Work instructions:
All entries must come back exactly as given, with no pictures in the copy.

Collection entries
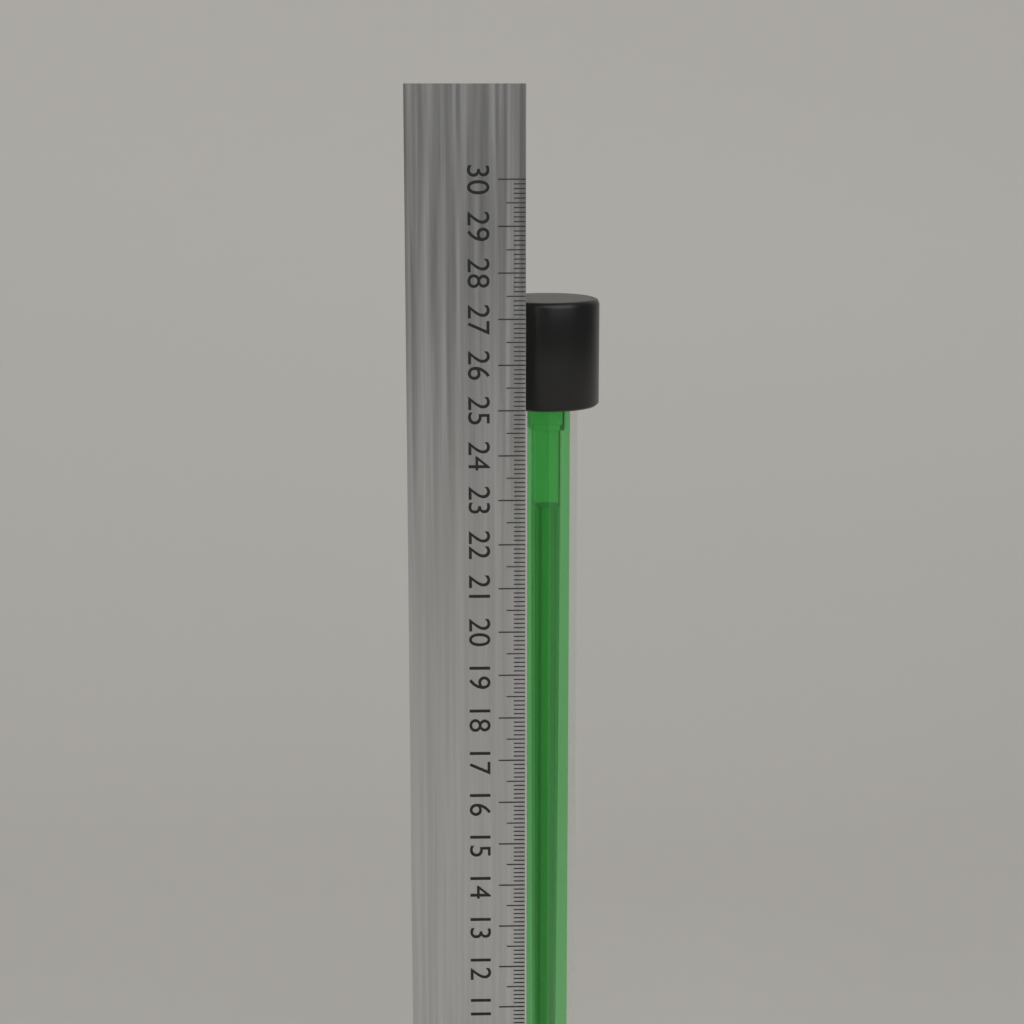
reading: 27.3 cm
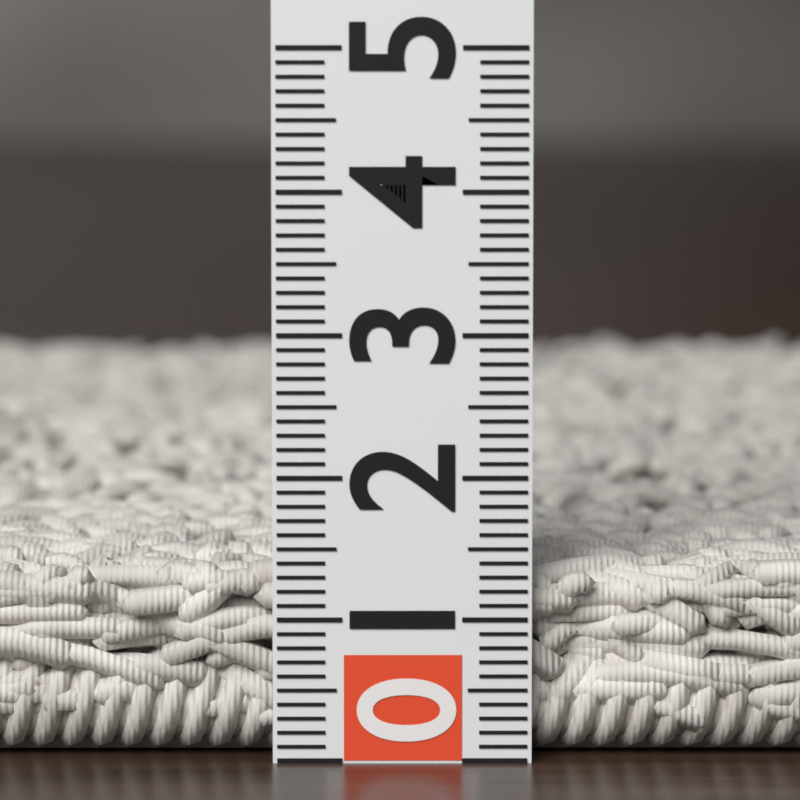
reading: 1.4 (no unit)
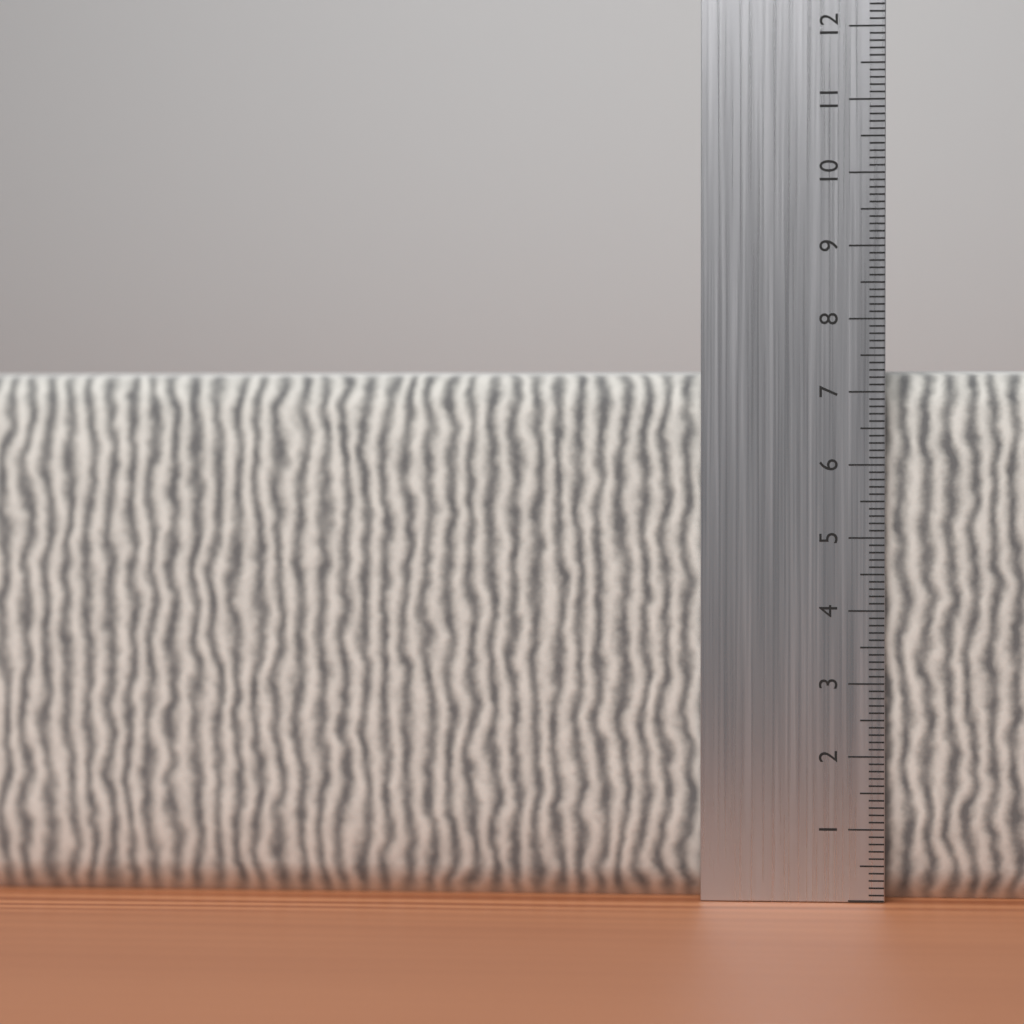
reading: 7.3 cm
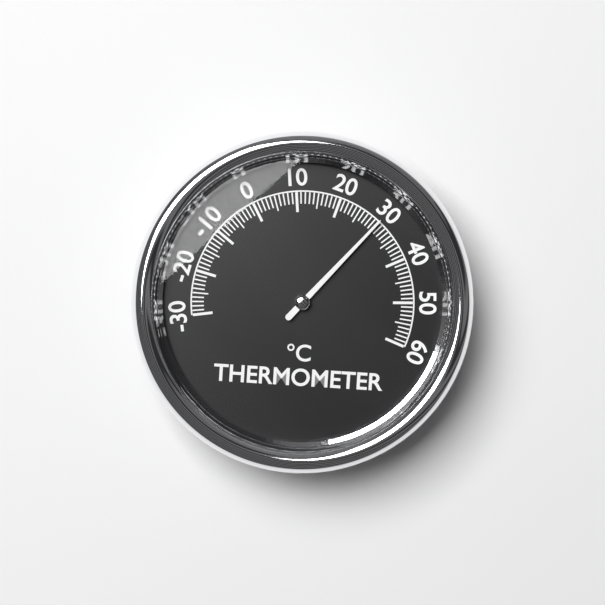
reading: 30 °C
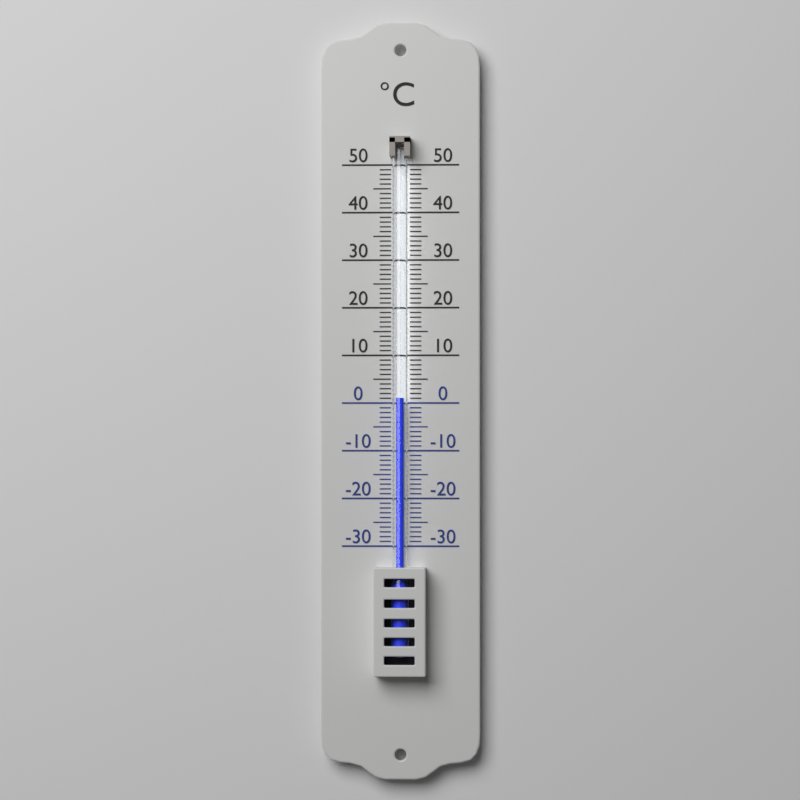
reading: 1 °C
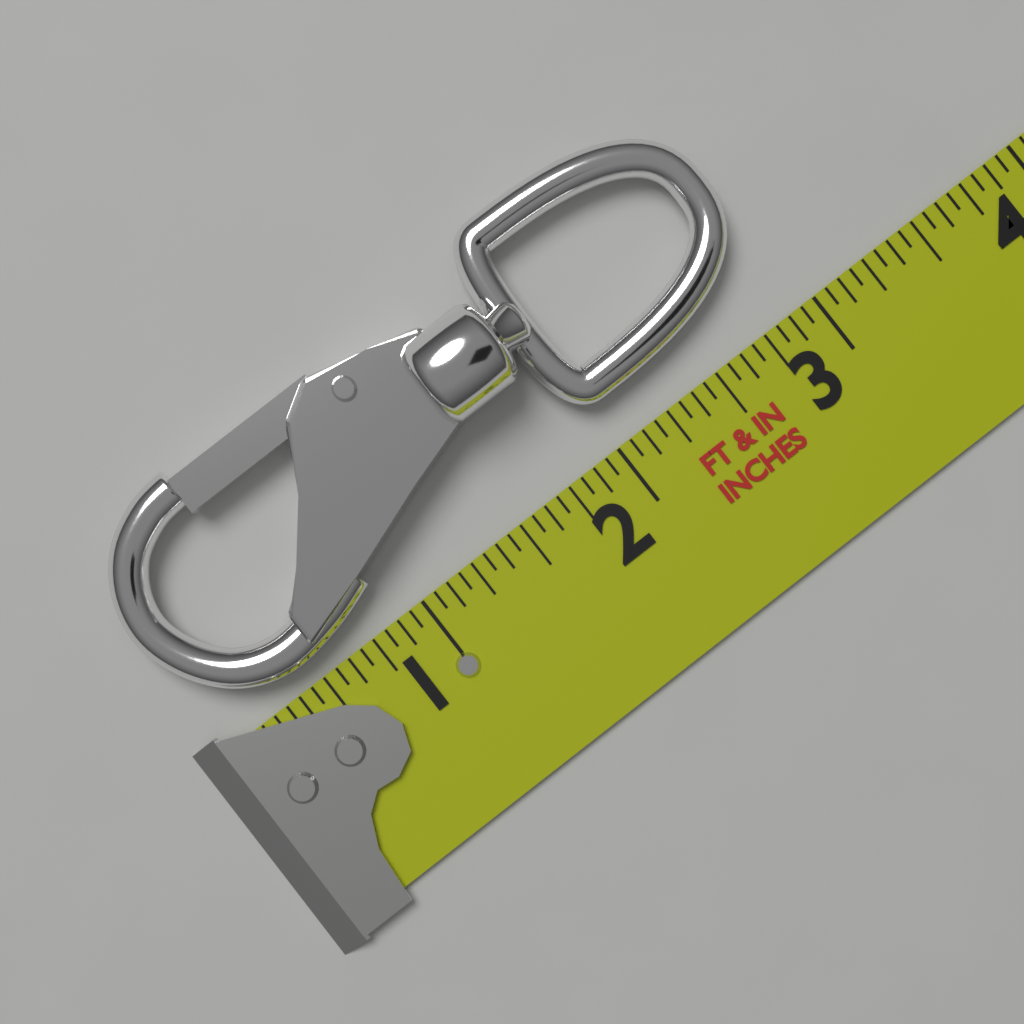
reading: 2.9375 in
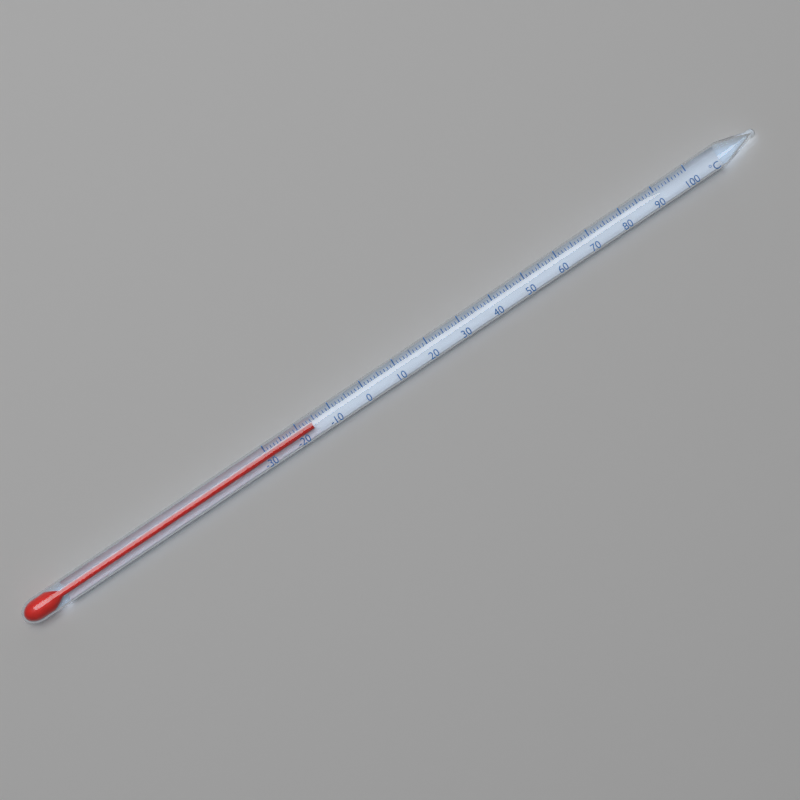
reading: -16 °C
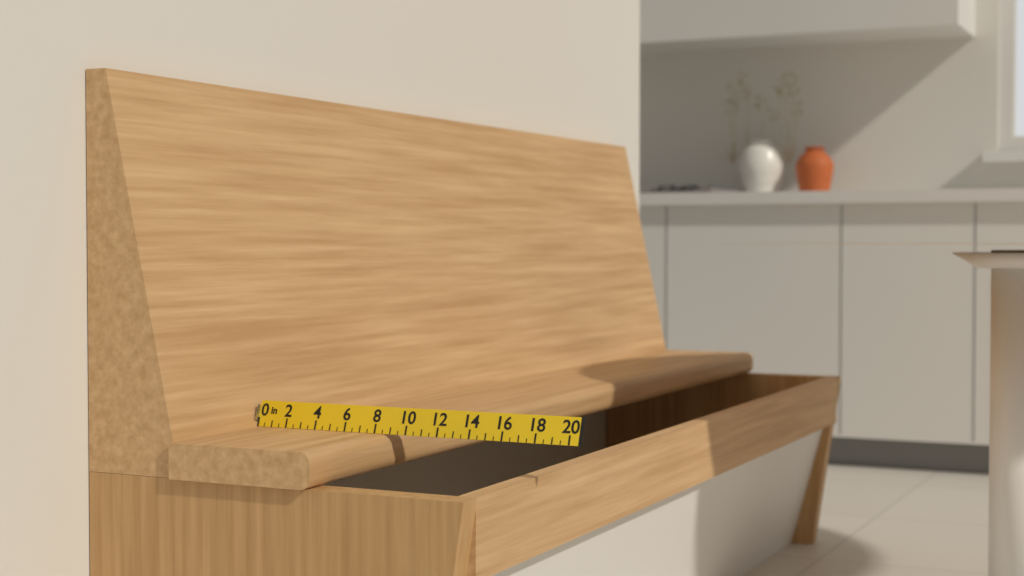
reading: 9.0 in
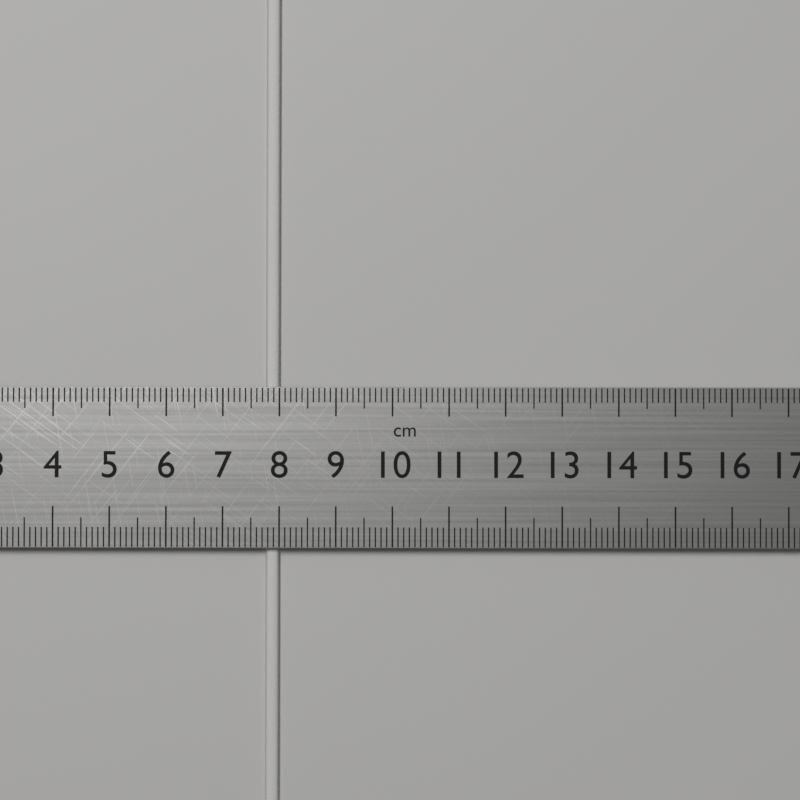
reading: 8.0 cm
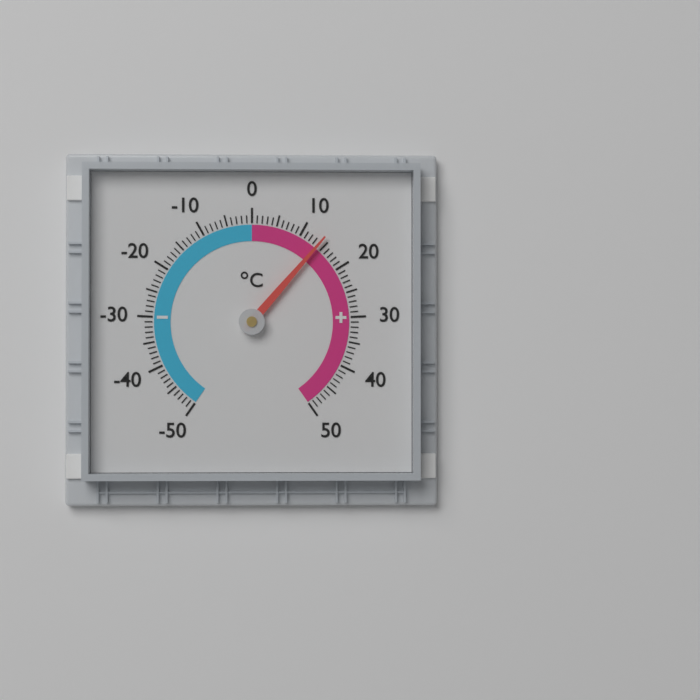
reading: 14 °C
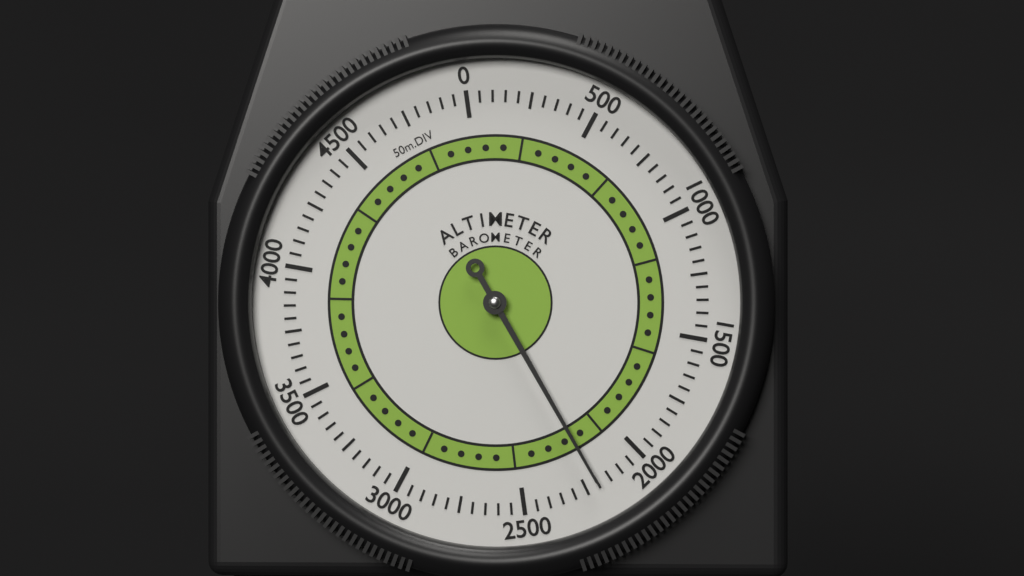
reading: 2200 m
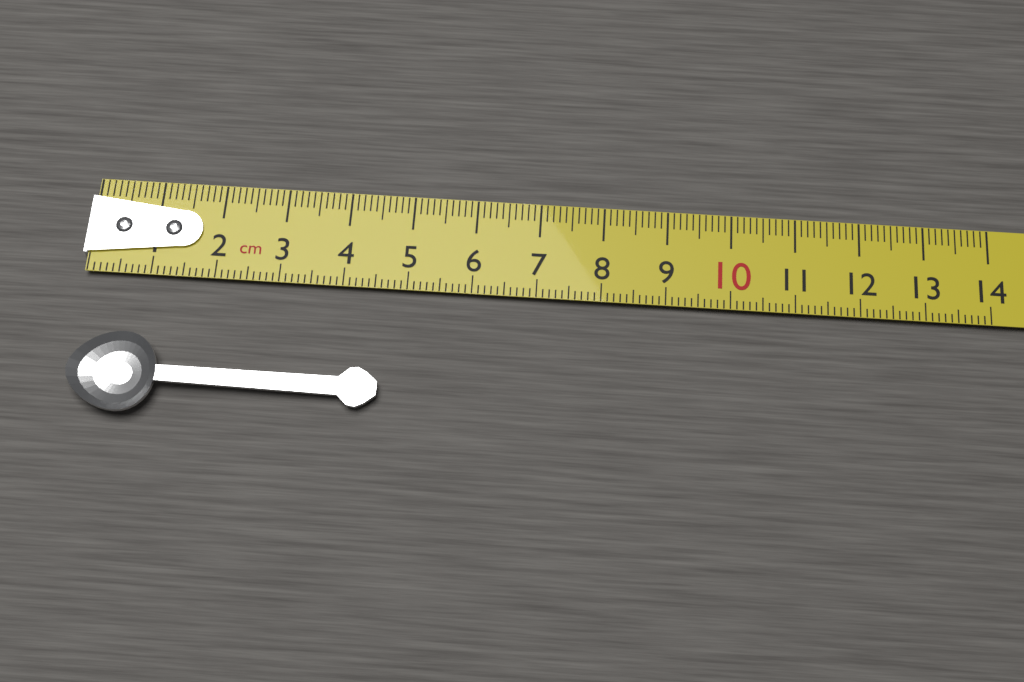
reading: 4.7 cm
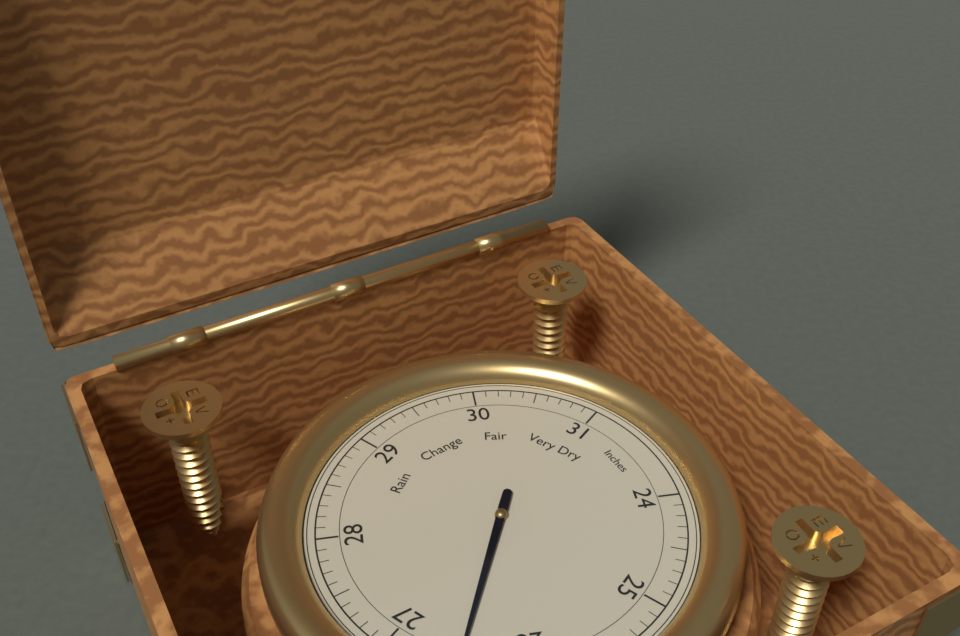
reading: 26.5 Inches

Result of this task:
reading: 27.3 cm
reading: 1.4 (no unit)
reading: 7.3 cm
reading: 30 °C
reading: 1 °C
reading: 2.9375 in
reading: -16 °C
reading: 9.0 in
reading: 8.0 cm
reading: 14 °C
reading: 2200 m
reading: 4.7 cm
reading: 26.5 Inches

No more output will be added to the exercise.